Takeda pledges up to $1.13B for rights to Hutchmed's cancer drug fruquintinib outside of China

Since the start of the decade, big pharma companies from Europe and the United States have descended on China to get in on the country’s biotech boom.

The latest big pharma player to get a piece of the action however is closer to home. Takeda of Japan has partnered with Hong Kong-based Hutchmed, gaining the commercial rights to colorectal cancer drug fruquintinib outside of China for $400 million up front, plus $730 million in potential milestone payments.

The oral vascular endothelial growth factor receptors (VEGFR) 1/2/3 tyrosine kinase inhibitor is progressing toward approval in the U.S. and Europe, with submissions planned this year. In 2018, fruquintinib became the first domestically produced drug for a major cancer type to be approved in China, where it is known as Elunate and is marketed by Eli Lilly, through a deal signed in 2013.

Takeda also will help develop fruquintinib, which can be applied to subtypes of refractory metastatic colorectal cancer, regardless of biomarker status, the companies said.

“Fruquintinib has the potential to change the treatment landscape for patients with refractory metastatic CRC who are in need of additional treatment options,” Teresa Bitetti, president of global oncology business at Takeda, said in a release.

Hutchmed CEO and CMO Weiguo Su added that Takeda will help “unlock” the potential of fruquintinib, which was hatched in 2007.

The partnership joins a score of other deals between big pharma and Chinese biotechs developing cancer drugs. Two years ago, Novartis teamed up with BeiGene to develop tislelizumab and commercialize it in Europe, North America and Japan.

Meanwhile Jiangsu-based Innovent has a long association with Lilly in the development of sintilimab. In 2020, Lilly expanded the partnership with a $200 million up front deal—plus $825 million in milestones—to commercialize it outside of China.
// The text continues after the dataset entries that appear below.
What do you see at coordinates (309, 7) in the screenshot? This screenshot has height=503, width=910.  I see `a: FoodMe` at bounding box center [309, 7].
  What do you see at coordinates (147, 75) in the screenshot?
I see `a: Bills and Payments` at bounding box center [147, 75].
Five months ago, Innovent also made a $326 million development deal with Sanofi to combine sintilimab with two oncology drugs from the French drugmaker.

As for Takeda, the Japanese pharma giant sees a big opportunity with fruquintinib, which could become the first drug approved for third-line colorectal cancer in more than seven years. Bayer’s Stivarga reached the market in 2012, followed by Taiho and Servier’s Lonsurf, which came along three years later.

Four months ago, Hutchmed revealed data from its phase 3 trial of fruquintinib which showed a 34% reduction in death. Hutchmed’s international chief medical officer Marek Kania, M.D., called the study results “practice-changing.”